A modern inspection workflow should make it easier to:
- Assign work from GIS or asset management systems
- Capture inspection data accurately in the field
- Sync inspection records without manual transfers
- Review footage and coding efficiently
- Map and filter defects by severity, location or priority
- Export reports for compliance, planning and rehabilitation
This is the difference between collecting inspection data and actually using it.
Waiting to modernize has a cost
One of the most common reasons organizations delay inspection workflow improvements is timing.
Budget cycles are complicated. Staff are already busy. A major project is underway. A software transition feels like one more thing to manage. But waiting has a cost.
When inefficient workflows stay in place, crews continue losing time to manual preparation, duplicate entry, file handling, and delayed review. Condition data continues aging before it informs decisions. Maintenance planning continues relying on incomplete or outdated information.
The gap between what an inspection program is doing and what it could be doing does not pause while an organization waits. It widens.
Modernization does not have to mean disrupting the entire department at once. The best approach is often to start with the most painful bottleneck: field prep, syncing, coding, QA/QC or reporting. Once that friction is removed, teams usually see where the next improvement should happen.

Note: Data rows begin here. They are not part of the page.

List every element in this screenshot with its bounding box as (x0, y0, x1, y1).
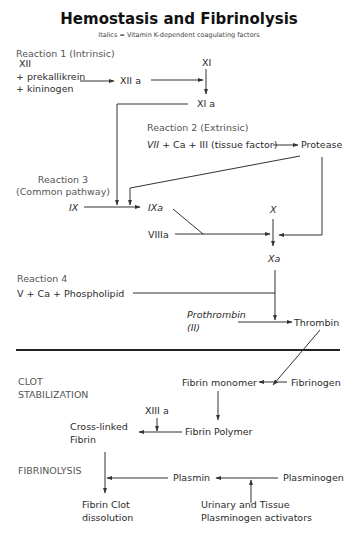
plasminogen: Plasminogen (283, 472, 344, 483)
arrow-protease-to-ix (130, 156, 300, 205)
factor-viiia: VIIIa (148, 229, 169, 240)
fibrin-clot-dissolution-line2: dissolution (82, 512, 133, 523)
activators-line1: Urinary and Tissue (201, 499, 290, 510)
factor-xiia: XII a (120, 75, 141, 86)
reaction4-formula: V + Ca + Phospholipid (17, 288, 124, 299)
factor-xi: XI (202, 57, 211, 68)
page-title: Hemostasis and Fibrinolysis (60, 10, 298, 28)
factor-xia: XI a (197, 98, 215, 109)
activators-line2: Plasminogen activators (201, 512, 312, 523)
fibrinolysis-label: FIBRINOLYSIS (18, 465, 81, 476)
protease: Protease (301, 139, 342, 150)
prothrombin-code: (II) (187, 322, 200, 333)
reaction3-label-line2: (Common pathway) (16, 186, 110, 197)
factor-xii: XII (19, 58, 31, 69)
fibrin-polymer: Fibrin Polymer (185, 426, 253, 437)
clot-stabilization-label-line1: CLOT (18, 376, 43, 387)
factor-xiiia: XIII a (145, 405, 169, 416)
clot-stabilization-label-line2: STABILIZATION (18, 389, 88, 400)
page-subtitle: Italics = Vitamin K-dependent coagulatin… (98, 31, 260, 39)
cross-linked-fibrin-line2: Fibrin (70, 434, 96, 445)
reaction4-label: Reaction 4 (17, 273, 67, 284)
factor-x: X (269, 204, 277, 215)
reaction2-formula: VII + Ca + III (tissue factor) (147, 139, 277, 150)
factor-vii: VII (147, 139, 159, 150)
kininogen: + kininogen (16, 83, 74, 94)
fibrin-clot-dissolution-line1: Fibrin Clot (82, 499, 130, 510)
factor-xa: Xa (267, 253, 281, 264)
fibrin-monomer: Fibrin monomer (182, 377, 257, 388)
reaction2-label: Reaction 2 (Extrinsic) (147, 122, 249, 133)
cross-linked-fibrin-line1: Cross-linked (70, 421, 128, 432)
coagulation-diagram: Hemostasis and Fibrinolysis Italics = Vi… (0, 0, 358, 536)
arrow-protease-to-x (279, 157, 322, 235)
plasmin: Plasmin (173, 472, 210, 483)
reaction3-label-line1: Reaction 3 (38, 174, 88, 185)
reaction2-formula-rest: + Ca + III (tissue factor) (159, 139, 277, 150)
thrombin: Thrombin (293, 317, 339, 328)
arrow-xia-to-ix (117, 104, 188, 205)
factor-ix: IX (69, 202, 79, 213)
line-ixa-join (173, 209, 203, 234)
factor-ixa: IXa (148, 202, 163, 213)
prekallikrein: + prekallikrein (16, 71, 85, 82)
fibrinogen: Fibrinogen (291, 377, 341, 388)
prothrombin: Prothrombin (187, 309, 246, 320)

How public works leaders can start improving inspection workflows
For departments managing sewer infrastructure with limited staff, the path forward starts with asking practical questions:
- Where are crews spending time before inspections begin?
- How long does it take for completed footage to reach office review?
- How much staff time is spent renaming, transferring or reconciling files?
- Are defect codes consistent across operators and projects?
- Can leadership see inspection progress in real time?
- Can inspection results quickly support maintenance and capital planning?
The answers usually point to the same conclusion: small teams need workflows that remove rework, not systems that create more of it.
By connecting field operations, office review, AI-assisted coding, GIS and asset management, public works teams can increase inspection capacity without simply asking staff to work harder.
That is the real opportunity for lean inspection programs. Not more pressure. More usable time.
Implementing inspection software solutions and/or AI-assisted defect coding, public works departments can modernize sewer inspection workflows, reduce manual bottlenecks, and turn inspection footage into actionable infrastructure intelligence.